Soho China, builder of Zaha Hadid’s curves, is in talks with Blackstone in US$4 billion privatisation deal
- The developer, founded in 1995 by a husband-and-wife team, is in exclusive talks with Blackstone in a US$4 billion deal, Reuters reported, citing people with direct knowledge of the matter
- The US private equity group will pay HK$6 per share, almost double Soho China’s average price of HK$3.03 in January, to take the company private, according to the report
Soho China Limited, whose curvilinear office buildings gave Beijing’s chessboard cityscape its futuristic skyline, is being taken private in one of the country’s largest privatisation deals.
“The potential privatisation by Blackstone may come as a positive surprise to shareholders who have anticipated its asset disposal, as the potential privatisation offer price implies 0.8 times of price-to-book ratio in 2019,” said CGS-CIMB Securities’ property analyst Raymond Cheng, adding that the deal suggests Soho China’s assets would be better valued in private hands.
The developer, who commissioned the late Iraqi-British architect Zaha Hadid to design several of its office buildings in Beijing and Shanghai, put 20,000 square metres (215,278 square feet) of space on the market for 7.8 billion yuan (US$1.12 billion) last June.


▶ [WORK ORDER]
Type out each entry exactly as it appears, but keep every image out.

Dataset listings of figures
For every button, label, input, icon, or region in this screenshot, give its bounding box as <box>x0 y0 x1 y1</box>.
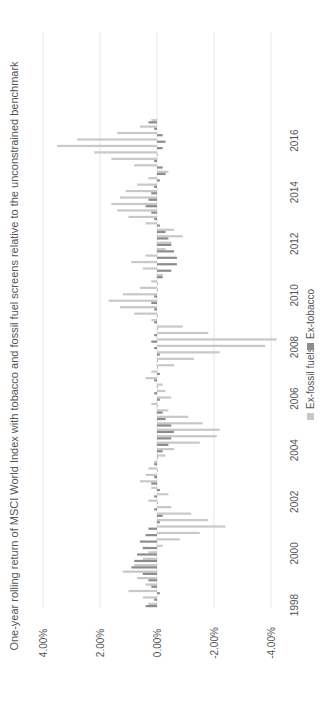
bar-ex-tobacco <box>157 412 163 414</box>
bar-ex-fossil-fuels <box>157 513 191 515</box>
bar-ex-tobacco <box>154 186 157 188</box>
bar-ex-tobacco <box>154 218 157 220</box>
value-tick-label: -4.00% <box>266 627 277 659</box>
bar-ex-tobacco <box>157 405 158 407</box>
bar-ex-fossil-fuels <box>157 358 194 360</box>
year-tick-label: 2004 <box>289 439 300 462</box>
bar-ex-tobacco <box>157 386 158 388</box>
bar-ex-tobacco <box>157 270 171 272</box>
bar-ex-tobacco <box>154 463 157 465</box>
bar-ex-fossil-fuels <box>157 454 166 456</box>
value-tick-label: 4.00% <box>38 629 49 657</box>
bar-ex-fossil-fuels <box>148 551 157 553</box>
bar-ex-fossil-fuels <box>157 325 183 327</box>
legend-label: Ex-tobacco <box>305 289 316 339</box>
bar-ex-fossil-fuels <box>157 442 200 444</box>
bar-ex-tobacco <box>151 341 157 343</box>
bar-ex-tobacco <box>154 308 157 310</box>
bar-ex-tobacco <box>157 470 158 472</box>
bar-ex-fossil-fuels <box>137 577 157 579</box>
bar-ex-fossil-fuels <box>146 255 157 257</box>
bar-ex-fossil-fuels <box>143 267 157 269</box>
legend: Ex-fossil fuelsEx-tobacco <box>305 289 316 420</box>
bar-ex-tobacco <box>143 573 157 575</box>
bar-ex-tobacco <box>157 399 160 401</box>
bar-ex-fossil-fuels <box>157 532 200 534</box>
bar-ex-fossil-fuels <box>146 222 157 224</box>
bar-ex-fossil-fuels <box>109 300 157 302</box>
bar-ex-tobacco <box>157 154 158 156</box>
year-tick-label: 1998 <box>289 593 300 616</box>
bar-ex-fossil-fuels <box>140 126 157 128</box>
bar-ex-tobacco <box>146 605 157 607</box>
bar-ex-fossil-fuels <box>117 132 157 134</box>
bar-ex-fossil-fuels <box>157 435 217 437</box>
bar-ex-fossil-fuels <box>157 538 180 540</box>
bar-ex-tobacco <box>154 160 157 162</box>
bar-ex-tobacco <box>157 521 160 523</box>
year-tick-label: 2014 <box>289 181 300 204</box>
bar-ex-tobacco <box>157 437 171 439</box>
bar-ex-tobacco <box>151 212 157 214</box>
bar-ex-fossil-fuels <box>157 332 208 334</box>
bar-ex-tobacco <box>157 237 168 239</box>
bar-ex-fossil-fuels <box>148 467 157 469</box>
bar-ex-tobacco <box>154 508 157 510</box>
bar-ex-fossil-fuels <box>157 519 208 521</box>
bar-ex-tobacco <box>154 347 157 349</box>
bar-ex-tobacco <box>151 482 157 484</box>
bar-ex-fossil-fuels <box>120 196 157 198</box>
bar-ex-fossil-fuels <box>157 396 171 398</box>
bar-ex-fossil-fuels <box>111 158 157 160</box>
bar-ex-tobacco <box>151 302 157 304</box>
bar-ex-tobacco <box>157 444 168 446</box>
bar-ex-fossil-fuels <box>151 371 157 373</box>
bar-ex-tobacco <box>151 192 157 194</box>
value-tick-label: 0.00% <box>152 629 163 657</box>
bar-ex-fossil-fuels <box>146 583 157 585</box>
year-tick-label: 2002 <box>289 490 300 513</box>
bar-ex-tobacco <box>157 257 177 259</box>
bar-ex-tobacco <box>157 418 166 420</box>
bar-ex-fossil-fuels <box>157 409 168 411</box>
bar-ex-fossil-fuels <box>157 422 203 424</box>
bar-ex-fossil-fuels <box>148 603 157 605</box>
bar-ex-fossil-fuels <box>120 306 157 308</box>
bar-ex-fossil-fuels <box>157 364 174 366</box>
bar-ex-fossil-fuels <box>148 177 157 179</box>
bar-ex-fossil-fuels <box>111 203 157 205</box>
bar-ex-fossil-fuels <box>134 313 157 315</box>
bar-ex-fossil-fuels <box>143 558 157 560</box>
year-tick-label: 2006 <box>289 387 300 410</box>
year-tick-label: 2016 <box>289 129 300 152</box>
bar-ex-fossil-fuels <box>94 151 157 153</box>
bar-ex-fossil-fuels <box>157 274 163 276</box>
bar-ex-tobacco <box>146 205 157 207</box>
bar-ex-tobacco <box>154 321 157 323</box>
bar-ex-tobacco <box>157 173 166 175</box>
bar-ex-fossil-fuels <box>151 403 157 405</box>
bar-ex-fossil-fuels <box>151 119 157 121</box>
bar-ex-tobacco <box>157 450 163 452</box>
bar-ex-fossil-fuels <box>157 229 174 231</box>
year-tick-label: 2012 <box>289 232 300 255</box>
bar-ex-tobacco <box>146 534 157 536</box>
bar-ex-tobacco <box>143 547 157 549</box>
bar-ex-tobacco <box>154 128 157 130</box>
bar-ex-tobacco <box>154 495 157 497</box>
value-tick-label: 2.00% <box>95 629 106 657</box>
bar-ex-tobacco <box>154 392 157 394</box>
bar-ex-tobacco <box>154 334 157 336</box>
bar-ex-tobacco <box>154 476 157 478</box>
bar-ex-fossil-fuels <box>157 235 183 237</box>
bar-ex-fossil-fuels <box>148 500 157 502</box>
chart-stage: One-year rolling return of MSCI World In… <box>0 0 324 712</box>
bar-ex-tobacco <box>148 199 157 201</box>
bar-ex-tobacco <box>157 244 171 246</box>
bar-ex-tobacco <box>157 360 158 362</box>
bar-ex-tobacco <box>157 328 158 330</box>
bar-ex-fossil-fuels <box>157 390 166 392</box>
year-axis-ticks: 1998200020022004200620082010201220142016 <box>289 129 300 616</box>
bar-ex-fossil-fuels <box>134 564 157 566</box>
bar-ex-fossil-fuels <box>134 164 157 166</box>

▶ [FINISHED EXERCISE]
For every button, label, input, icon, or region in this screenshot, give its bounding box as <box>x0 y0 x1 y1</box>.
bar-ex-tobacco <box>157 412 163 414</box>
bar-ex-fossil-fuels <box>157 513 191 515</box>
bar-ex-tobacco <box>154 186 157 188</box>
bar-ex-tobacco <box>154 218 157 220</box>
value-tick-label: -4.00% <box>266 627 277 659</box>
bar-ex-tobacco <box>157 405 158 407</box>
bar-ex-fossil-fuels <box>157 358 194 360</box>
year-tick-label: 2004 <box>289 439 300 462</box>
bar-ex-tobacco <box>157 386 158 388</box>
bar-ex-tobacco <box>157 270 171 272</box>
bar-ex-tobacco <box>154 463 157 465</box>
bar-ex-fossil-fuels <box>157 454 166 456</box>
value-tick-label: 4.00% <box>38 629 49 657</box>
bar-ex-fossil-fuels <box>148 551 157 553</box>
bar-ex-fossil-fuels <box>157 325 183 327</box>
legend-label: Ex-tobacco <box>305 289 316 339</box>
bar-ex-fossil-fuels <box>157 442 200 444</box>
bar-ex-tobacco <box>151 341 157 343</box>
bar-ex-tobacco <box>154 308 157 310</box>
bar-ex-tobacco <box>157 470 158 472</box>
bar-ex-fossil-fuels <box>137 577 157 579</box>
bar-ex-fossil-fuels <box>146 255 157 257</box>
bar-ex-fossil-fuels <box>143 267 157 269</box>
legend: Ex-fossil fuelsEx-tobacco <box>305 289 316 420</box>
bar-ex-tobacco <box>143 573 157 575</box>
bar-ex-tobacco <box>157 399 160 401</box>
bar-ex-fossil-fuels <box>157 532 200 534</box>
bar-ex-fossil-fuels <box>146 222 157 224</box>
bar-ex-fossil-fuels <box>109 300 157 302</box>
bar-ex-tobacco <box>157 154 158 156</box>
year-tick-label: 1998 <box>289 593 300 616</box>
bar-ex-fossil-fuels <box>140 126 157 128</box>
bar-ex-tobacco <box>146 605 157 607</box>
bar-ex-fossil-fuels <box>117 132 157 134</box>
bar-ex-fossil-fuels <box>157 435 217 437</box>
bar-ex-fossil-fuels <box>157 538 180 540</box>
bar-ex-tobacco <box>154 160 157 162</box>
bar-ex-tobacco <box>157 521 160 523</box>
year-tick-label: 2014 <box>289 181 300 204</box>
bar-ex-tobacco <box>157 437 171 439</box>
bar-ex-tobacco <box>151 212 157 214</box>
bar-ex-fossil-fuels <box>157 332 208 334</box>
bar-ex-tobacco <box>157 237 168 239</box>
bar-ex-fossil-fuels <box>148 467 157 469</box>
bar-ex-tobacco <box>154 508 157 510</box>
bar-ex-fossil-fuels <box>157 519 208 521</box>
bar-ex-tobacco <box>154 347 157 349</box>
bar-ex-tobacco <box>151 482 157 484</box>
bar-ex-fossil-fuels <box>120 196 157 198</box>
bar-ex-fossil-fuels <box>157 396 171 398</box>
bar-ex-fossil-fuels <box>111 158 157 160</box>
bar-ex-tobacco <box>151 302 157 304</box>
bar-ex-tobacco <box>157 444 168 446</box>
bar-ex-fossil-fuels <box>151 371 157 373</box>
bar-ex-tobacco <box>151 192 157 194</box>
value-tick-label: 0.00% <box>152 629 163 657</box>
bar-ex-fossil-fuels <box>146 583 157 585</box>
year-tick-label: 2002 <box>289 490 300 513</box>
bar-ex-tobacco <box>157 257 177 259</box>
bar-ex-tobacco <box>157 418 166 420</box>
bar-ex-fossil-fuels <box>157 409 168 411</box>
bar-ex-fossil-fuels <box>157 422 203 424</box>
bar-ex-fossil-fuels <box>148 603 157 605</box>
bar-ex-fossil-fuels <box>120 306 157 308</box>
bar-ex-fossil-fuels <box>157 364 174 366</box>
bar-ex-fossil-fuels <box>148 177 157 179</box>
bar-ex-fossil-fuels <box>111 203 157 205</box>
bar-ex-fossil-fuels <box>134 313 157 315</box>
bar-ex-fossil-fuels <box>143 558 157 560</box>
year-tick-label: 2006 <box>289 387 300 410</box>
year-tick-label: 2016 <box>289 129 300 152</box>
bar-ex-fossil-fuels <box>94 151 157 153</box>
bar-ex-fossil-fuels <box>157 274 163 276</box>
bar-ex-tobacco <box>146 205 157 207</box>
bar-ex-tobacco <box>154 321 157 323</box>
bar-ex-tobacco <box>157 173 166 175</box>
bar-ex-fossil-fuels <box>151 403 157 405</box>
bar-ex-fossil-fuels <box>151 119 157 121</box>
bar-ex-tobacco <box>157 450 163 452</box>
bar-ex-fossil-fuels <box>157 229 174 231</box>
year-tick-label: 2012 <box>289 232 300 255</box>
bar-ex-tobacco <box>146 534 157 536</box>
bar-ex-tobacco <box>143 547 157 549</box>
bar-ex-tobacco <box>154 128 157 130</box>
bar-ex-tobacco <box>154 495 157 497</box>
value-tick-label: 2.00% <box>95 629 106 657</box>
bar-ex-tobacco <box>154 392 157 394</box>
bar-ex-tobacco <box>154 334 157 336</box>
bar-ex-tobacco <box>154 476 157 478</box>
bar-ex-fossil-fuels <box>157 235 183 237</box>
bar-ex-fossil-fuels <box>148 500 157 502</box>
chart-stage: One-year rolling return of MSCI World In… <box>0 0 324 712</box>
bar-ex-tobacco <box>148 199 157 201</box>
bar-ex-tobacco <box>157 244 171 246</box>
bar-ex-tobacco <box>157 360 158 362</box>
bar-ex-tobacco <box>157 328 158 330</box>
bar-ex-fossil-fuels <box>157 390 166 392</box>
year-axis-ticks: 1998200020022004200620082010201220142016 <box>289 129 300 616</box>
bar-ex-fossil-fuels <box>134 564 157 566</box>
bar-ex-fossil-fuels <box>134 164 157 166</box>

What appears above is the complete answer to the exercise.